Renato Berta to receive Honorary Award
Ticinese cinematographer Renato Berta has profoundly influenced European auteur cinema over the past 45 years. As a key figure in the renaissance of cinema, he seeks solutions that go beyond conventional image matrices. His collaboration with major film directors makes him a cinematographer of international renown.
Recognition
Let there be light! The Federal Office of Culture presents the 2016 Honorary Award for Swiss Film to Renato Berta, director of photography.
Born in Bellinzona in 1945, Renato Berta completed his studies at the Centro Sperimentale di Cinematografia in Rome, where he trained with Pasolini, Visconti and Fellini, among others. The early stages of his career at the end of the 1960s are closely linked to the upswing of New Swiss Cinema; this is due in particular to his significant contribution as the cinematographer in works by Francis Reusser, Alain Tanner, Daniel Schmid, Michel Soutter and Thomas Koerfer.
Owing to his penchant for auteur cinema, Berta has collaborated with filmmakers in more than a hundred films, including Jean-Marie Straub and Danièle Huillet, Jean-Luc Godard, Patrice Chéreau, André Téchiné, Jacques Rivette, Eric Rohmer, Alain Resnais, Manoel de Oliveira, Robert Guédiguian, Amos Gitaï and Philippe Garrel. He has received numerous awards, for example, the César for Best Cinematography for “Au revoir les enfants” by Louis Malle in 1988, as well as the David di Donatello for Best Cinematography for “Noi credevamo” by Mario Martone in 2010.
At the retrospective dedicated to him by the Cinémathèque française in March 2011, Berta, who is still far from retiring, commented as follows: “I have never really liked the term ‘cinematographer’. I prefer having ‘director of photography’ used in the credits. It seems to me that this encompasses the work of framing and lighting more completely. The image is the culmination of photography and framing, an extremely fragile result, because the most difficult thing is to bring the two into a harmonious balance.”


Task details - For each entry, restate it word for word while omitting any image it holds.

Top of Data records

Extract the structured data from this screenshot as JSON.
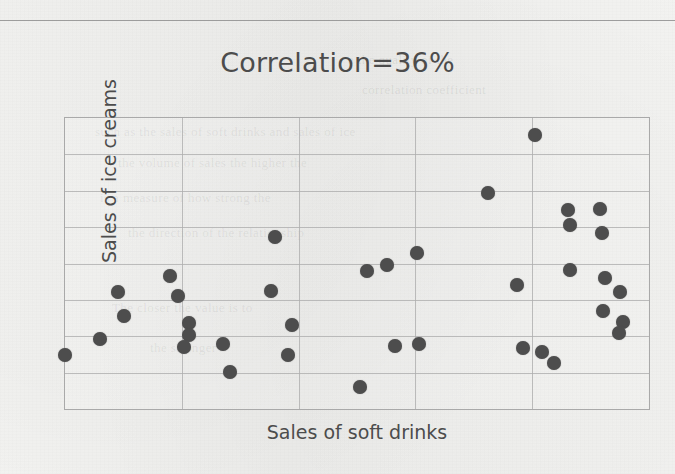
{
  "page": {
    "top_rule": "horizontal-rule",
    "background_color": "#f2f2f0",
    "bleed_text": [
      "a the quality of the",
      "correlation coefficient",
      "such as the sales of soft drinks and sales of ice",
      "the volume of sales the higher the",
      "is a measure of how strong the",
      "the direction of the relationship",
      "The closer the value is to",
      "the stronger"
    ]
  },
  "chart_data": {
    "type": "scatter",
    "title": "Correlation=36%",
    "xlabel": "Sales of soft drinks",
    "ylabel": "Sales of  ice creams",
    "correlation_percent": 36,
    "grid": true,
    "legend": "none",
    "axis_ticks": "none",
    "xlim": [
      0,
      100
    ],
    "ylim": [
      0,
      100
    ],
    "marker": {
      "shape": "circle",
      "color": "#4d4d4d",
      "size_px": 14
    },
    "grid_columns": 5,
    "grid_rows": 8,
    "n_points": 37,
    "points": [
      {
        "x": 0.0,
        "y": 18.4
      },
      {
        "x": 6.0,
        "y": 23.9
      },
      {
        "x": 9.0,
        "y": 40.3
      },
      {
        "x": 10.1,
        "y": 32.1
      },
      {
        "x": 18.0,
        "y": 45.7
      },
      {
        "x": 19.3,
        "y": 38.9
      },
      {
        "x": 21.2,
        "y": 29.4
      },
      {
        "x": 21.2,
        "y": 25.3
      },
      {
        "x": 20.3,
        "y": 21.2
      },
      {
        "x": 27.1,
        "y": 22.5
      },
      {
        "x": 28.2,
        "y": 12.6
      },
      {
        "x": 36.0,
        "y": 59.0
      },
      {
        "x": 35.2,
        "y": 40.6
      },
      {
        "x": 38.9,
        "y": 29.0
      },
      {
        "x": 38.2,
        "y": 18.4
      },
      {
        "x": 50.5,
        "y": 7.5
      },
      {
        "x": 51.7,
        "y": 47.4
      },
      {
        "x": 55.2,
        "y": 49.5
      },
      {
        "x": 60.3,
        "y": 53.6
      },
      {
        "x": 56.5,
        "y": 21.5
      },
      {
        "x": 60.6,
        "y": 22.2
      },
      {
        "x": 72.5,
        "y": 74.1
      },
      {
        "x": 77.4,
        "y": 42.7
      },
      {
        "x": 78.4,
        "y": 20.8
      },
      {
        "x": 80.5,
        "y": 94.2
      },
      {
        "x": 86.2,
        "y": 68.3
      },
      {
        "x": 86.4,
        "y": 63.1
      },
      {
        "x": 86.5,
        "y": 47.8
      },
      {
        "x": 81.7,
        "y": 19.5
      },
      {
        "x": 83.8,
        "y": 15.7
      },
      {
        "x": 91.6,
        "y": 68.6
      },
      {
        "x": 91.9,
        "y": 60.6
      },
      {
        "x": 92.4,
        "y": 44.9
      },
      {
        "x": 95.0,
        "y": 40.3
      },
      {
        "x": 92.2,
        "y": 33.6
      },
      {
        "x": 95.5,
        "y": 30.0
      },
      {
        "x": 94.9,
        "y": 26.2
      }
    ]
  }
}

Bottom of Data records

Exercise output -
Extract the structured data from this screenshot as JSON.
{
  "page": {
    "top_rule": "horizontal-rule",
    "background_color": "#f2f2f0",
    "bleed_text": [
      "a the quality of the",
      "correlation coefficient",
      "such as the sales of soft drinks and sales of ice",
      "the volume of sales the higher the",
      "is a measure of how strong the",
      "the direction of the relationship",
      "The closer the value is to",
      "the stronger"
    ]
  },
  "chart_data": {
    "type": "scatter",
    "title": "Correlation=36%",
    "xlabel": "Sales of soft drinks",
    "ylabel": "Sales of  ice creams",
    "correlation_percent": 36,
    "grid": true,
    "legend": "none",
    "axis_ticks": "none",
    "xlim": [
      0,
      100
    ],
    "ylim": [
      0,
      100
    ],
    "marker": {
      "shape": "circle",
      "color": "#4d4d4d",
      "size_px": 14
    },
    "grid_columns": 5,
    "grid_rows": 8,
    "n_points": 37,
    "points": [
      {
        "x": 0.0,
        "y": 18.4
      },
      {
        "x": 6.0,
        "y": 23.9
      },
      {
        "x": 9.0,
        "y": 40.3
      },
      {
        "x": 10.1,
        "y": 32.1
      },
      {
        "x": 18.0,
        "y": 45.7
      },
      {
        "x": 19.3,
        "y": 38.9
      },
      {
        "x": 21.2,
        "y": 29.4
      },
      {
        "x": 21.2,
        "y": 25.3
      },
      {
        "x": 20.3,
        "y": 21.2
      },
      {
        "x": 27.1,
        "y": 22.5
      },
      {
        "x": 28.2,
        "y": 12.6
      },
      {
        "x": 36.0,
        "y": 59.0
      },
      {
        "x": 35.2,
        "y": 40.6
      },
      {
        "x": 38.9,
        "y": 29.0
      },
      {
        "x": 38.2,
        "y": 18.4
      },
      {
        "x": 50.5,
        "y": 7.5
      },
      {
        "x": 51.7,
        "y": 47.4
      },
      {
        "x": 55.2,
        "y": 49.5
      },
      {
        "x": 60.3,
        "y": 53.6
      },
      {
        "x": 56.5,
        "y": 21.5
      },
      {
        "x": 60.6,
        "y": 22.2
      },
      {
        "x": 72.5,
        "y": 74.1
      },
      {
        "x": 77.4,
        "y": 42.7
      },
      {
        "x": 78.4,
        "y": 20.8
      },
      {
        "x": 80.5,
        "y": 94.2
      },
      {
        "x": 86.2,
        "y": 68.3
      },
      {
        "x": 86.4,
        "y": 63.1
      },
      {
        "x": 86.5,
        "y": 47.8
      },
      {
        "x": 81.7,
        "y": 19.5
      },
      {
        "x": 83.8,
        "y": 15.7
      },
      {
        "x": 91.6,
        "y": 68.6
      },
      {
        "x": 91.9,
        "y": 60.6
      },
      {
        "x": 92.4,
        "y": 44.9
      },
      {
        "x": 95.0,
        "y": 40.3
      },
      {
        "x": 92.2,
        "y": 33.6
      },
      {
        "x": 95.5,
        "y": 30.0
      },
      {
        "x": 94.9,
        "y": 26.2
      }
    ]
  }
}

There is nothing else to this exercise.